As a closed group of friends knows how much I read and the 150+ blogs blessed with my reading, I spend most of my time reading something, anything technical.
I have seen a phenomenon occurring over and over for the last few months. It is my habit to read a blog back to front when it is blessed :). And during those flash backs to past posts for the writer, I frequently encounter links which have been broken, out dated information, design decisions which never made to light of day etc.
As four (yes,four not just one) examples, consider these blogs (all are from Microsoft employees). The Old New Thing, Larry Osterman’s Weblog, Brad Abrams and IRhetoric (this blog has been moved since).
First two are really old times for Microsoft. Their blogs are proud story tellers, recounting the events they had had over their career. But they don’t stink, because they are not littered with broken links, code which will no longer compile, examples which do not apply to what is running right now on my computer. Well, honestly, Raymond’s stinks a little because of his dry (sarcastic, add any others you may like) jokes.
On the other hand, consider the other two. Brad Abrams is the oldest one from any Microsoft employee I have read so far. But being old should count as a negative point. Earliest posts are from even before the PDC 2003 era. Most of the links are broken because they refer to GotDotNet. Some of the information about Longhorn (read Vista) is entirely incorrect.
Similar analysis can be done for IRhetoric. The links are broken all over the place. Information is entirely incorrect in earlier posts. What used to be Avalon, has posts containing sample which will never compile with the RTM bits.
But there has been no urge to update the code, fix the links or at least point out in the post that those links will no longer work, the code will not compile etc.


### Task item
Go through the lines below, tally those that include the word "Photos", and give only the tally.

### Given records

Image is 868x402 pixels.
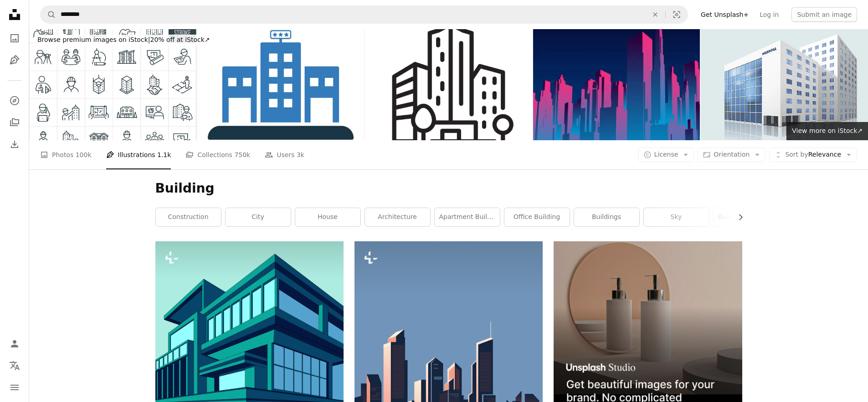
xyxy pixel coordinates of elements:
[6,357,24,375] button: Language
[295,208,360,226] a: house
[365,208,430,226] a: architecture
[6,378,24,397] button: Menu
[769,148,857,162] button: Sort byRelevance
[40,6,688,24] form: Find visuals sitewide
[186,141,250,169] a: Collections 750k
[297,150,304,160] span: 3k
[6,92,24,109] a: Explore
[785,150,841,159] span: Relevance
[700,29,868,141] img: city hospital building with reflection
[666,6,687,23] button: Visual search
[714,151,749,158] span: Orientation
[265,141,304,169] a: Users 3k
[355,378,543,386] a: Cityscape in red, blue, and grey.
[574,208,639,226] a: buildings
[155,181,742,197] h1: Building
[732,208,742,226] button: scroll list to the right
[698,148,766,162] button: Orientation
[226,208,291,226] a: city
[6,51,24,69] a: Illustrations
[638,148,695,162] button: License
[714,208,779,226] a: building construction
[655,151,678,158] span: License
[197,29,365,141] img: Building. resort, hotel icon. Vector graphics
[644,208,709,226] a: sky
[754,7,784,22] a: Log in
[696,7,754,22] a: Get Unsplash+
[29,29,196,141] img: Building Architecture And Engineering Thin Line Icons - Editable Stroke
[38,36,210,43] span: 20% off at iStock ↗
[6,114,24,132] a: Collections
[645,6,665,23] button: Clear
[6,335,24,353] a: Log in / Sign up
[786,122,868,141] a: View more on iStock↗
[40,141,92,169] a: Photos 100k
[365,29,532,141] img: Office Building - Outline Icon - Pixel Perfect
[6,29,24,47] a: Photos
[156,208,221,226] a: construction
[235,150,250,160] span: 750k
[435,208,500,226] a: apartment building
[504,208,570,226] a: office building
[38,36,150,43] span: Browse premium images on iStock |
[533,29,700,141] img: abstract modern city office building pattern poster for design
[791,7,857,22] button: Submit an image
[155,332,343,340] a: A large building with a lot of windows on top of it
[785,151,808,158] span: Sort by
[6,136,24,154] a: Download History
[29,29,218,51] a: Browse premium images on iStock|20% off at iStock↗
[76,150,92,160] span: 100k
[792,127,862,134] span: View more on iStock ↗
[41,6,56,23] button: Search Unsplash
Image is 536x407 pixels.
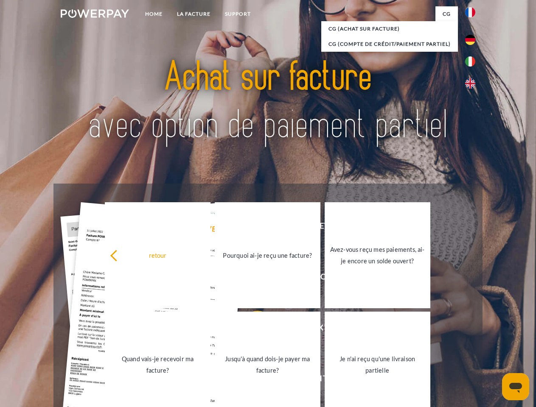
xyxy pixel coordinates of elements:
div: Pourquoi ai-je reçu une facture? [220,249,315,261]
img: en [465,78,475,89]
div: Jusqu'à quand dois-je payer ma facture? [220,353,315,376]
div: retour [110,249,205,261]
a: Support [218,6,258,22]
a: CG (achat sur facture) [321,21,458,36]
img: fr [465,7,475,17]
img: de [465,35,475,45]
div: Je n'ai reçu qu'une livraison partielle [330,353,425,376]
a: Avez-vous reçu mes paiements, ai-je encore un solde ouvert? [324,202,430,308]
img: it [465,56,475,67]
img: logo-powerpay-white.svg [61,9,129,18]
a: CG [435,6,458,22]
a: CG (Compte de crédit/paiement partiel) [321,36,458,52]
a: Home [138,6,170,22]
a: LA FACTURE [170,6,218,22]
img: title-powerpay_fr.svg [81,41,455,162]
iframe: Bouton de lancement de la fenêtre de messagerie [502,373,529,400]
div: Avez-vous reçu mes paiements, ai-je encore un solde ouvert? [330,244,425,267]
div: Quand vais-je recevoir ma facture? [110,353,205,376]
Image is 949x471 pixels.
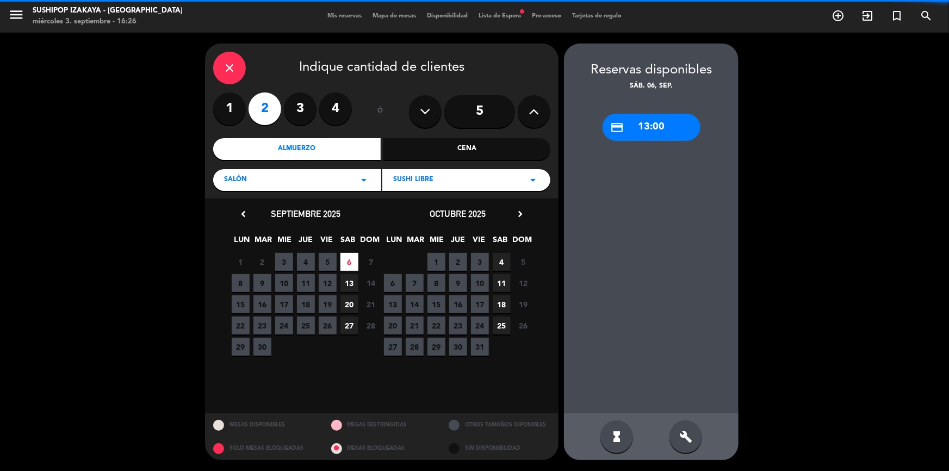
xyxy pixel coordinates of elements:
[8,7,24,23] i: menu
[492,274,510,292] span: 11
[406,316,423,334] span: 21
[360,233,378,251] span: DOM
[519,8,525,15] span: fiber_manual_record
[340,316,358,334] span: 27
[471,316,489,334] span: 24
[407,233,425,251] span: MAR
[919,9,932,22] i: search
[449,253,467,271] span: 2
[473,13,526,19] span: Lista de Espera
[449,295,467,313] span: 16
[471,253,489,271] span: 3
[602,114,700,141] div: 13:00
[224,174,247,185] span: Salón
[427,295,445,313] span: 15
[492,316,510,334] span: 25
[275,295,293,313] span: 17
[470,233,488,251] span: VIE
[340,295,358,313] span: 20
[318,233,336,251] span: VIE
[566,13,627,19] span: Tarjetas de regalo
[363,92,398,130] div: ó
[340,253,358,271] span: 6
[492,253,510,271] span: 4
[362,253,380,271] span: 7
[339,233,357,251] span: SAB
[564,81,738,92] div: sáb. 06, sep.
[297,316,315,334] span: 25
[362,274,380,292] span: 14
[33,5,183,16] div: Sushipop Izakaya - [GEOGRAPHIC_DATA]
[319,253,336,271] span: 5
[232,338,250,356] span: 29
[248,92,281,125] label: 2
[384,338,402,356] span: 27
[471,295,489,313] span: 17
[491,233,509,251] span: SAB
[253,316,271,334] span: 23
[421,13,473,19] span: Disponibilidad
[297,295,315,313] span: 18
[253,295,271,313] span: 16
[861,9,874,22] i: exit_to_app
[367,13,421,19] span: Mapa de mesas
[513,233,531,251] span: DOM
[385,233,403,251] span: LUN
[427,253,445,271] span: 1
[213,92,246,125] label: 1
[362,295,380,313] span: 21
[449,338,467,356] span: 30
[406,274,423,292] span: 7
[514,253,532,271] span: 5
[319,92,352,125] label: 4
[384,274,402,292] span: 6
[297,274,315,292] span: 11
[440,437,558,460] div: SIN DISPONIBILIDAD
[33,16,183,27] div: miércoles 3. septiembre - 16:26
[471,274,489,292] span: 10
[297,233,315,251] span: JUE
[526,173,539,186] i: arrow_drop_down
[406,338,423,356] span: 28
[319,316,336,334] span: 26
[384,316,402,334] span: 20
[428,233,446,251] span: MIE
[362,316,380,334] span: 28
[383,138,551,160] div: Cena
[322,13,367,19] span: Mis reservas
[323,437,441,460] div: MESAS BLOQUEADAS
[271,208,340,219] span: septiembre 2025
[205,437,323,460] div: SOLO MESAS BLOQUEADAS
[514,208,526,220] i: chevron_right
[284,92,316,125] label: 3
[213,52,550,84] div: Indique cantidad de clientes
[253,338,271,356] span: 30
[514,295,532,313] span: 19
[253,253,271,271] span: 2
[384,295,402,313] span: 13
[440,413,558,437] div: OTROS TAMAÑOS DIPONIBLES
[492,295,510,313] span: 18
[253,274,271,292] span: 9
[514,316,532,334] span: 26
[890,9,903,22] i: turned_in_not
[449,233,467,251] span: JUE
[232,316,250,334] span: 22
[232,274,250,292] span: 8
[223,61,236,74] i: close
[430,208,486,219] span: octubre 2025
[319,295,336,313] span: 19
[427,316,445,334] span: 22
[238,208,249,220] i: chevron_left
[254,233,272,251] span: MAR
[8,7,24,27] button: menu
[275,316,293,334] span: 24
[319,274,336,292] span: 12
[357,173,370,186] i: arrow_drop_down
[610,121,624,134] i: credit_card
[564,60,738,81] div: Reservas disponibles
[275,253,293,271] span: 3
[679,430,692,443] i: build
[449,274,467,292] span: 9
[427,274,445,292] span: 8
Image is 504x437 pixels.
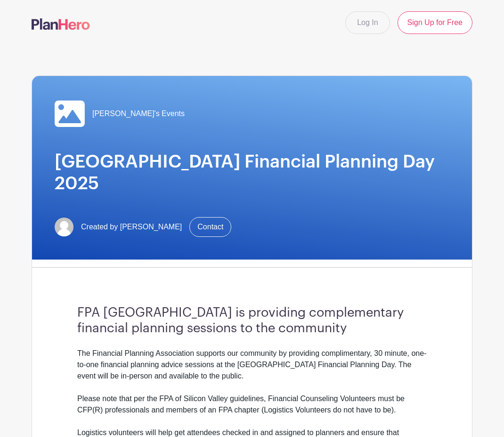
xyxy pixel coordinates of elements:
div: Please note that per the FPA of Silicon Valley guidelines, Financial Counseling Volunteers must b... [77,393,427,416]
h1: [GEOGRAPHIC_DATA] Financial Planning Day 2025 [54,151,450,194]
a: Contact [189,217,231,237]
a: Log In [345,12,390,34]
span: [PERSON_NAME]'s Events [92,108,185,119]
h3: FPA [GEOGRAPHIC_DATA] is providing complementary financial planning sessions to the community [77,305,427,336]
a: Sign Up for Free [398,12,473,34]
img: default-ce2991bfa6775e67f084385cd625a349d9dcbb7a52a09fb2fda1e96e2d18dcdb.png [54,217,73,236]
div: The Financial Planning Association supports our community by providing complimentary, 30 minute, ... [77,347,427,382]
img: logo-507f7623f17ff9eddc593b1ce0a138ce2505c220e1c5a4e2b4648c50719b7d32.svg [31,18,90,30]
span: Created by [PERSON_NAME] [81,221,182,233]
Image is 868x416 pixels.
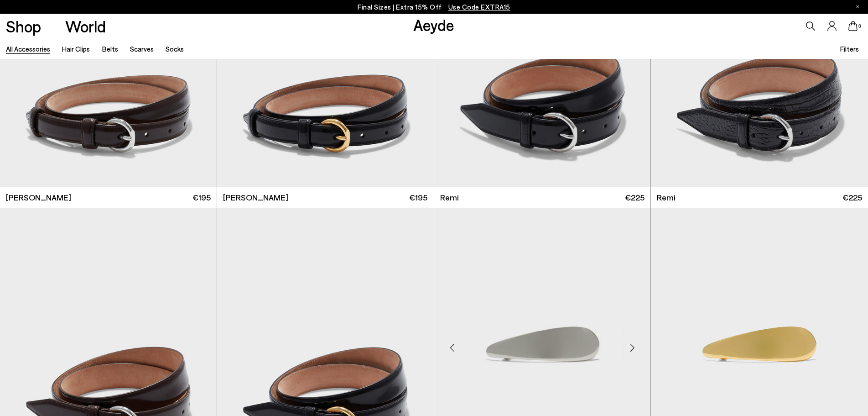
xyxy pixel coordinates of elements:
[410,192,428,203] span: €195
[449,3,510,11] span: Navigate to /collections/ss25-final-sizes
[619,334,646,361] div: Next slide
[6,18,41,34] a: Shop
[843,192,862,203] span: €225
[6,45,50,53] a: All accessories
[651,187,868,208] a: Remi €225
[848,21,858,31] a: 0
[657,192,676,203] span: Remi
[166,45,184,53] a: Socks
[841,45,859,53] span: Filters
[65,18,106,34] a: World
[414,15,454,34] a: Aeyde
[439,334,466,361] div: Previous slide
[6,192,71,203] span: [PERSON_NAME]
[440,192,459,203] span: Remi
[192,192,211,203] span: €195
[130,45,154,53] a: Scarves
[358,1,510,13] p: Final Sizes | Extra 15% Off
[858,24,862,29] span: 0
[217,187,434,208] a: [PERSON_NAME] €195
[435,187,651,208] a: Remi €225
[62,45,90,53] a: Hair Clips
[625,192,645,203] span: €225
[223,192,288,203] span: [PERSON_NAME]
[102,45,118,53] a: Belts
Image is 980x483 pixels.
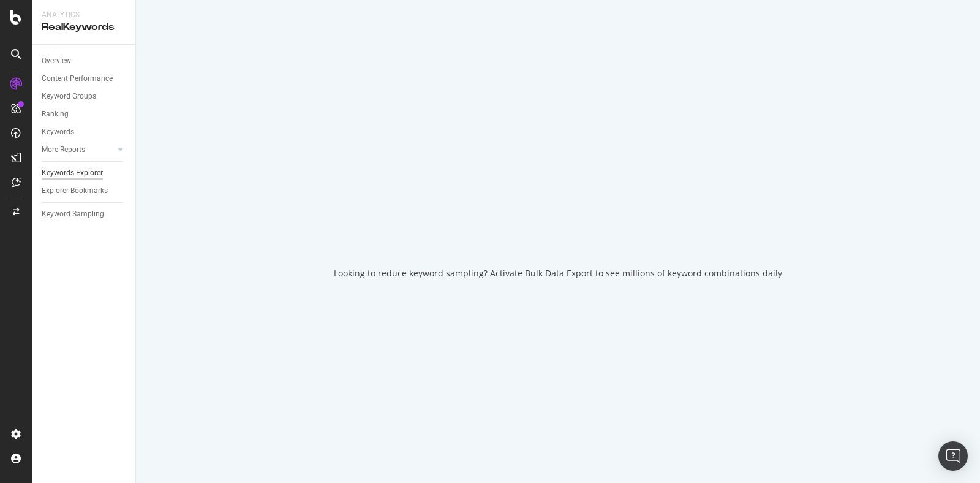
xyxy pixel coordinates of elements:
div: Content Performance [42,72,113,85]
a: Keywords [42,125,127,138]
div: Overview [42,54,71,67]
div: Explorer Bookmarks [42,185,108,197]
div: RealKeywords [42,20,125,34]
div: Keyword Sampling [42,208,104,221]
a: Keyword Groups [42,90,127,103]
div: animation [514,203,602,248]
a: Overview [42,54,127,67]
a: Keyword Sampling [42,208,127,221]
div: Keywords Explorer [42,167,103,180]
a: More Reports [42,143,114,156]
a: Keywords Explorer [42,167,127,180]
a: Explorer Bookmarks [42,185,127,197]
div: Analytics [42,10,125,20]
div: Open Intercom Messenger [938,441,968,471]
a: Ranking [42,108,127,121]
div: Keyword Groups [42,90,96,103]
div: Keywords [42,125,74,138]
div: Looking to reduce keyword sampling? Activate Bulk Data Export to see millions of keyword combinat... [334,267,782,280]
div: Ranking [42,108,69,121]
div: More Reports [42,143,85,156]
a: Content Performance [42,72,127,85]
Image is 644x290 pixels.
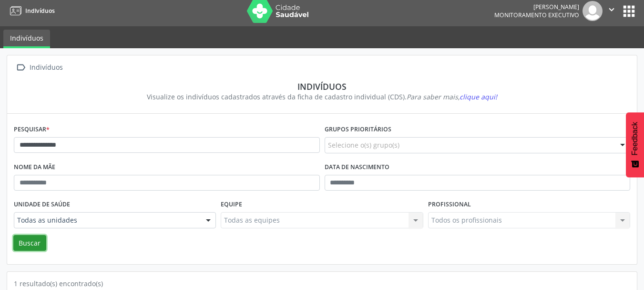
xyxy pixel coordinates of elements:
[407,92,498,101] i: Para saber mais,
[14,160,55,175] label: Nome da mãe
[621,2,637,20] button: apps
[13,235,46,251] button: Buscar
[494,2,579,11] div: [PERSON_NAME]
[14,278,630,288] div: 1 resultado(s) encontrado(s)
[21,91,623,101] div: Visualize os indivíduos cadastrados através da ficha de cadastro individual (CDS).
[14,61,28,74] i: 
[626,112,644,177] button: Feedback - Mostrar pesquisa
[28,61,64,74] div: Indivíduos
[21,82,623,91] div: Indivíduos
[631,122,639,155] span: Feedback
[17,215,197,225] span: Todas as unidades
[25,7,55,15] span: Indivíduos
[606,4,617,15] i: 
[3,30,50,49] a: Indivíduos
[328,140,400,150] span: Selecione o(s) grupo(s)
[582,1,603,21] img: img
[603,1,621,21] button: 
[220,197,243,212] label: Equipe
[325,122,391,137] label: Grupos prioritários
[494,11,579,19] span: Monitoramento Executivo
[325,160,390,175] label: Data de nascimento
[429,197,471,212] label: Profissional
[14,197,70,212] label: Unidade de saúde
[460,92,498,101] span: clique aqui!
[14,61,64,74] a:  Indivíduos
[7,2,55,19] a: Indivíduos
[14,122,49,137] label: Pesquisar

### Response to the exercise
2